Brooks came by such an attitude as naturally as anybody can. He graduated from Harvard in 1908 and published a book a year for the next sixty years, which would give just about anybody a certain arch quality. And besides, the strange hybrid animal that is the writer’s notebook tends to make just about anybody who indulges in it look like a mandarin yutz.

So Brooks can veer from the gloomy (“There are writers who, as writers, ought to die, and the only way to contribute to this end is not to mention them”) to the pretentious:

A seed catalogue – Stumpp and Walter’s – says that if you wish to develop new and beautiful varieties, you must save the weak seedlings. The strongest seedlings are pretty certain to run true to type. Using the words “weak” and “strong” as most people use them, is this not generally true of writers also?

… to the flagrantly hypocritical: “When a writer begins to be successful, when he begins to soar, outwardly but especially inwardly, then, to save him from infatuation, he needs to be pelted with bitter apples.” And since the thing is a notebook, it can narrowly skirt the expectation of greater cohesion we’d demand of almost any other kind of book. After all, a notebook is just jottings, right? Thoughts and impressions recorded on the fly, of interest to readers now only due to the breathtaking profundity of the author. One result is that the pages can get a bit tiring at times:

People who are too agreeable and cultivated lull one insensibly into a kind of fatuity. One gets into a fool’s paradise. That is another reason why, except in small doses, “good society,” – at its best – is not good for writers. For the literary mind needs to be misunderstood; it requires something harsh in the air that surrounds it.

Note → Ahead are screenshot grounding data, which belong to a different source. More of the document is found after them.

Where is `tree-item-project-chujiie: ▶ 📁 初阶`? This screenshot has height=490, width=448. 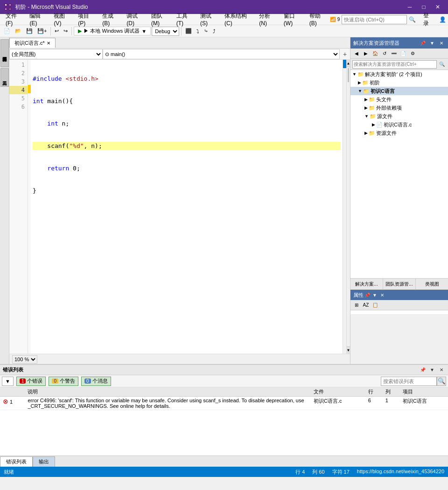
tree-item-project-chujiie: ▶ 📁 初阶 is located at coordinates (399, 83).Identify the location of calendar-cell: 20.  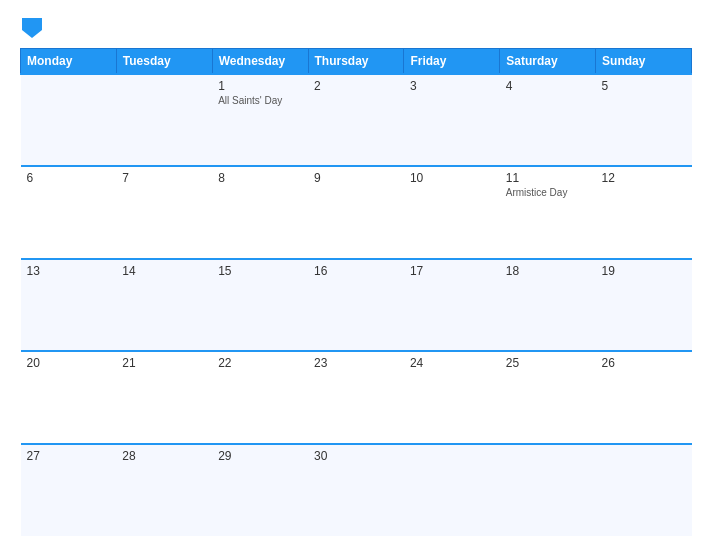
(69, 397).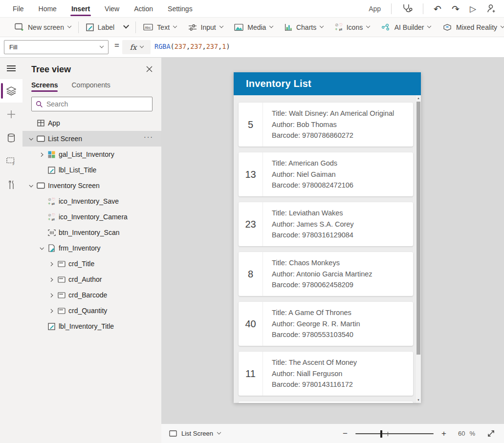  I want to click on tab-components: Components, so click(91, 86).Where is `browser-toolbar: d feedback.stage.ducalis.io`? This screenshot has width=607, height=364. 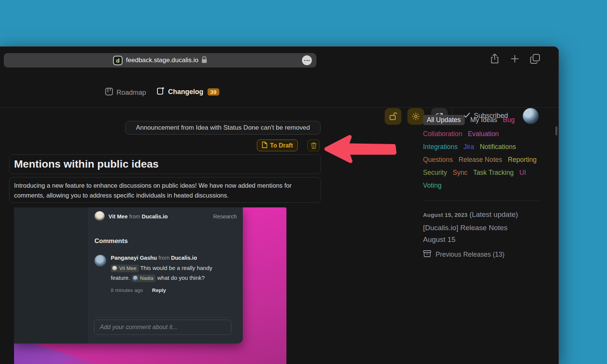
browser-toolbar: d feedback.stage.ducalis.io is located at coordinates (279, 60). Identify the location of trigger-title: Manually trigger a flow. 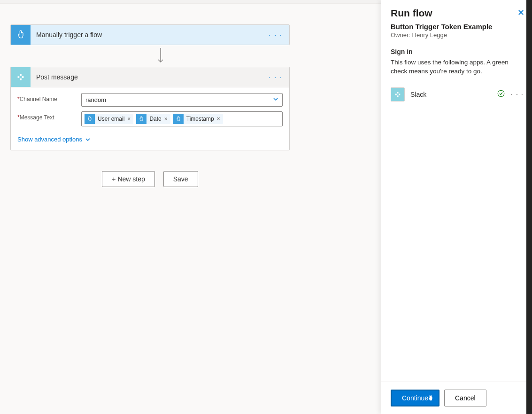
(146, 35).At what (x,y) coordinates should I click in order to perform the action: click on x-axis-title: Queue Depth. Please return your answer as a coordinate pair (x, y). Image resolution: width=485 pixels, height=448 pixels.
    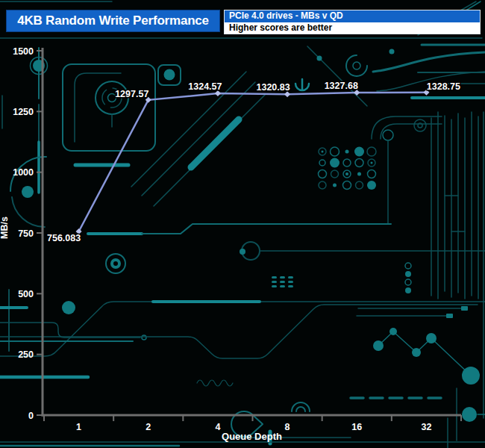
    Looking at the image, I should click on (252, 436).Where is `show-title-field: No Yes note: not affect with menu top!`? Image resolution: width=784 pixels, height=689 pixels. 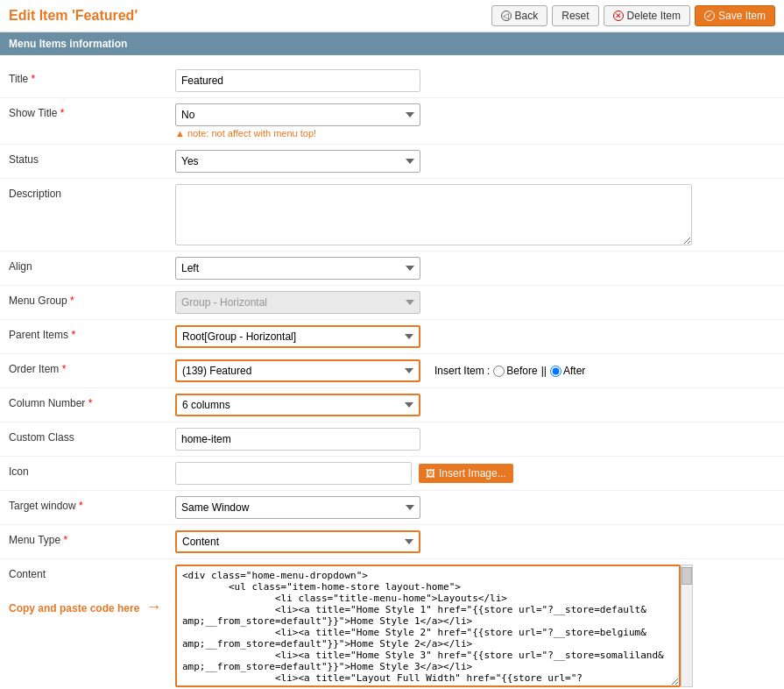
show-title-field: No Yes note: not affect with menu top! is located at coordinates (475, 121).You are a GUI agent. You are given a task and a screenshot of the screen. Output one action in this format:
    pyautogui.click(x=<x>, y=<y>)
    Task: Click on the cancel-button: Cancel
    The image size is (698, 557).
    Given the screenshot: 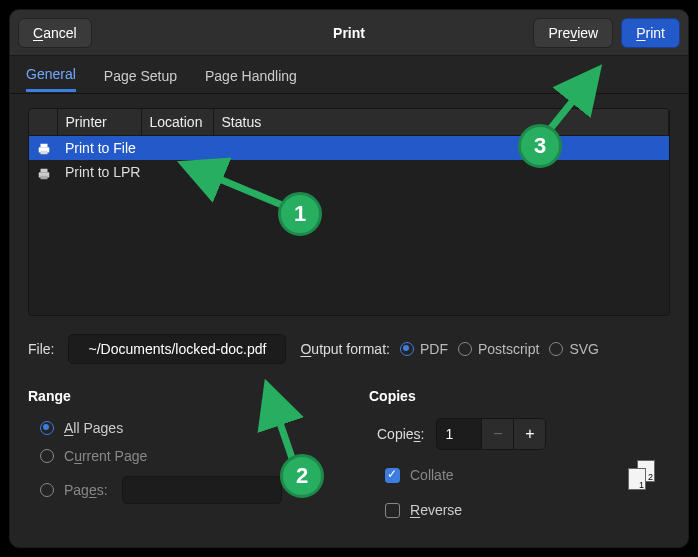 What is the action you would take?
    pyautogui.click(x=55, y=33)
    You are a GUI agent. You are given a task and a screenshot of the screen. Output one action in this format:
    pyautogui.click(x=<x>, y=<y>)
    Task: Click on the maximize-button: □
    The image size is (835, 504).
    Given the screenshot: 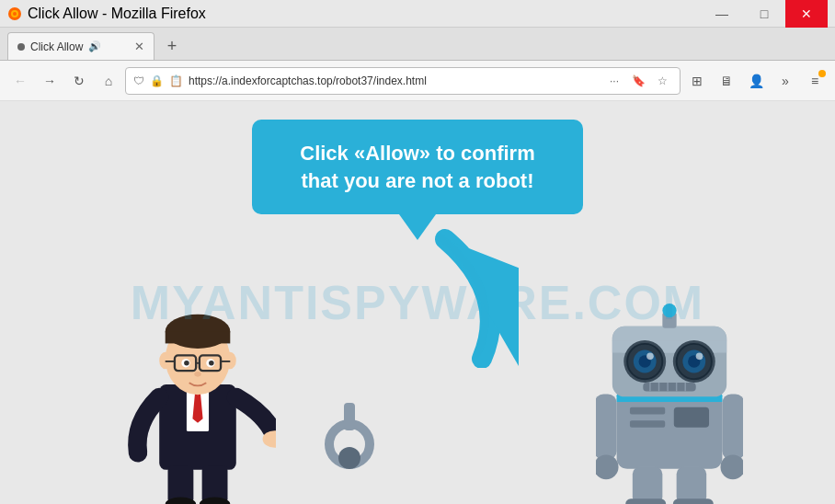 What is the action you would take?
    pyautogui.click(x=764, y=14)
    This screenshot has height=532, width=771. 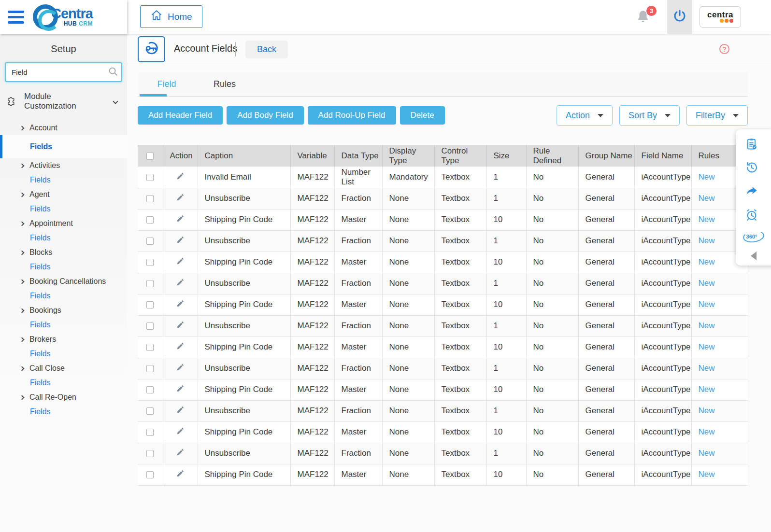 I want to click on sidebar-item-appointment: Appointment, so click(x=64, y=224).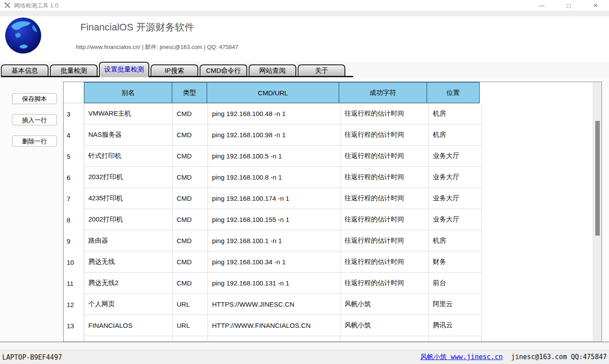 This screenshot has width=609, height=364. What do you see at coordinates (129, 283) in the screenshot?
I see `cell-alias: 腾达无线2` at bounding box center [129, 283].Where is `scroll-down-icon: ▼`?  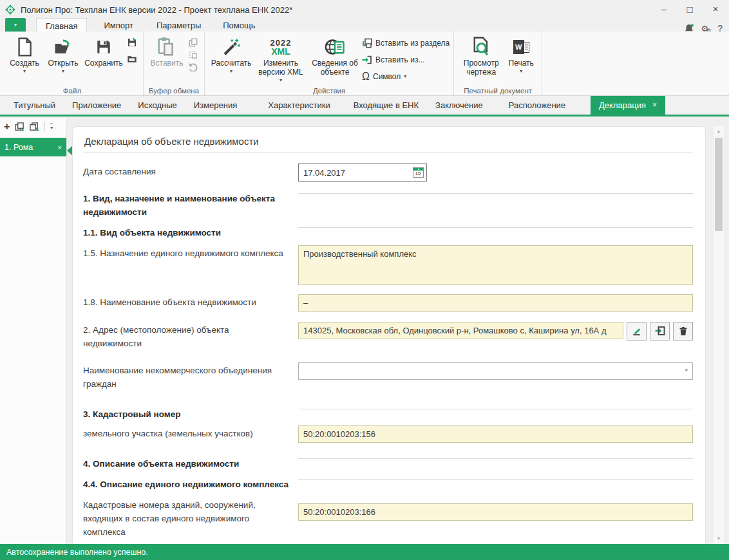
scroll-down-icon: ▼ is located at coordinates (719, 538).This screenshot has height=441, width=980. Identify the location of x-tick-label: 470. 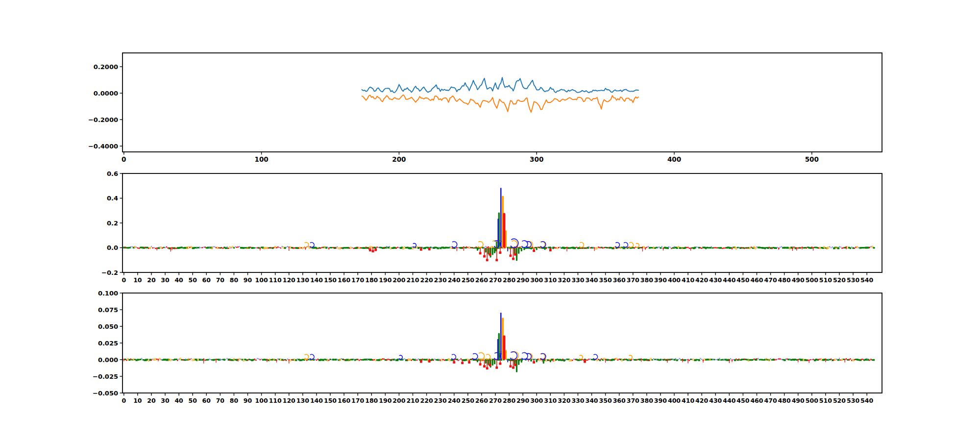
(771, 280).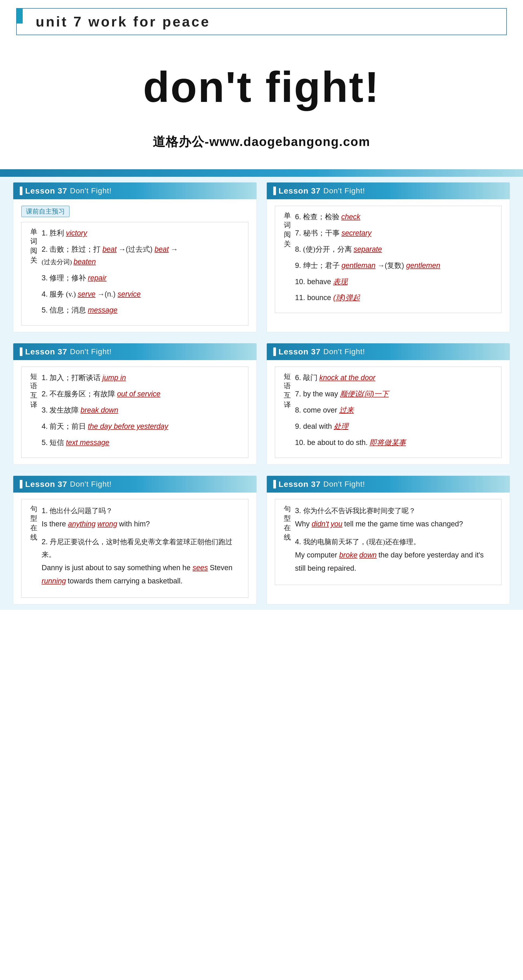  I want to click on panel-header-accent3, so click(21, 352).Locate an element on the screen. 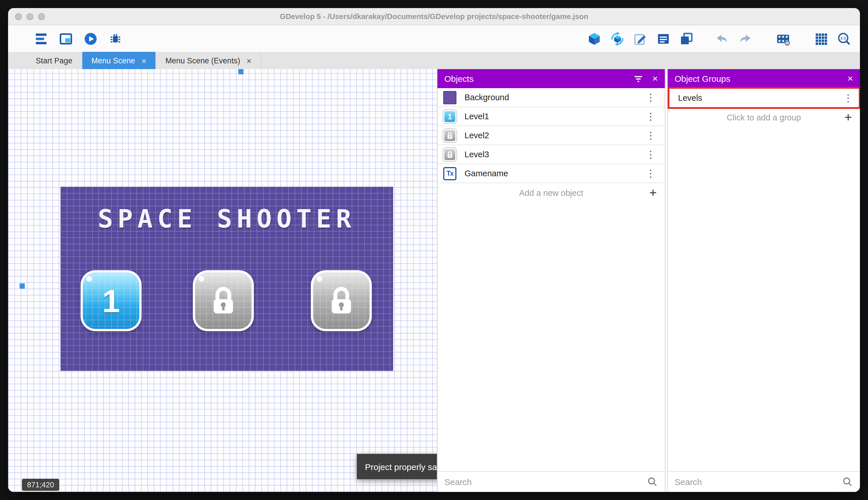 The image size is (868, 500). scene-level1-button-object: 1 is located at coordinates (111, 301).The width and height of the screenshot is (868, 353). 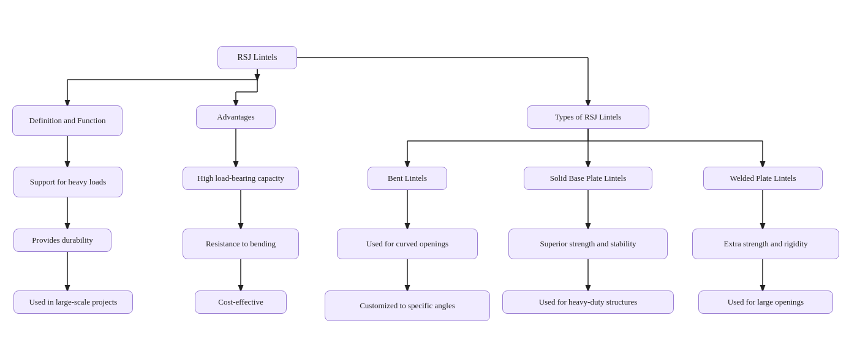 What do you see at coordinates (257, 58) in the screenshot?
I see `node-root: RSJ Lintels` at bounding box center [257, 58].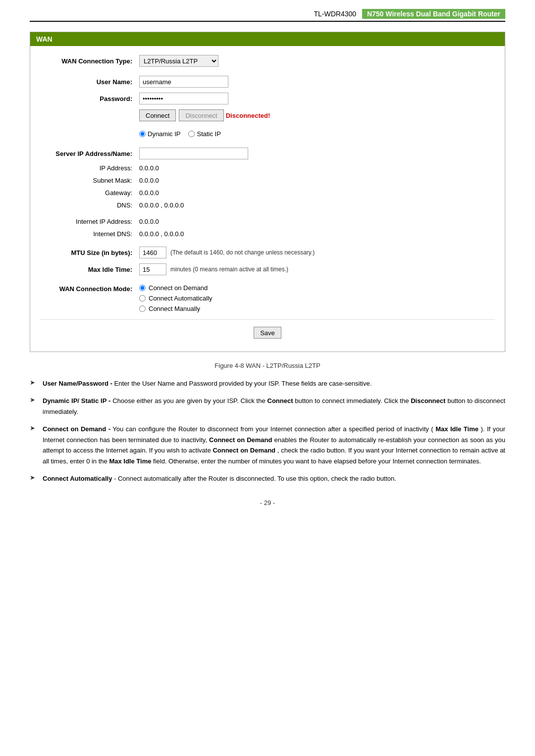 The image size is (535, 756). What do you see at coordinates (90, 153) in the screenshot?
I see `server-ip-label: Server IP Address/Name:` at bounding box center [90, 153].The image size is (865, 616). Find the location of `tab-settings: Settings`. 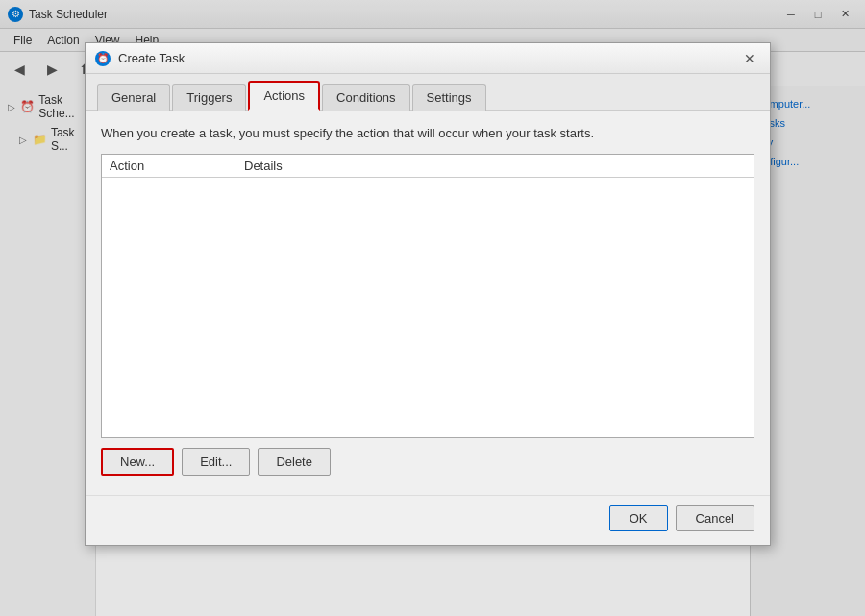

tab-settings: Settings is located at coordinates (450, 97).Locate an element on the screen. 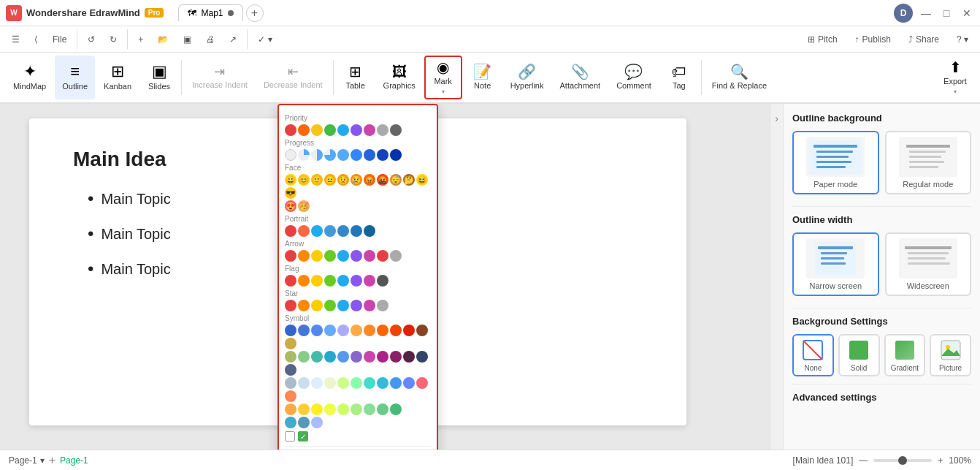 This screenshot has height=470, width=980. page-dropdown-arrow: ▾ is located at coordinates (42, 460).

But it’s not all hopeless, mainly because underneath all his backhanded professions of his own genius, Brooks actually was a genius, and it’s fascinating in these pages to watch that genius latch onto all manner of subjects, literary and otherwise, and try to chase those subjects down to some kind of comprehensibility that doesn’t conflict with a lifetime of codified opinions. For instance, Brooks is never more aphoristic than when he’s making lucy-reads-brooksoffhand comments about other writers; those are always the highlights for me, every time I re-read pieces of A Writer’s Notebook, that and the very real sense of being in the presence of a fiercely active mind, although not a particularly reflective one. When Brooks digs deep into an author’s life and personality, he very often finds himself staring back out of the details – but he doesn’t make the connection. About T. S. Eliot, for example, he writes: “Because he is dictatorial Eliot appeals all the more to an age that desires orthodoxy and desires to conform. How could such an age not wish for a literary pope?”

Nobody in the world coveted that mitre more eagerly than Van Wyck Brooks, and the sense that either he doesn’t know that or he’s daring you to mention it, well, that sense just adds to the fun.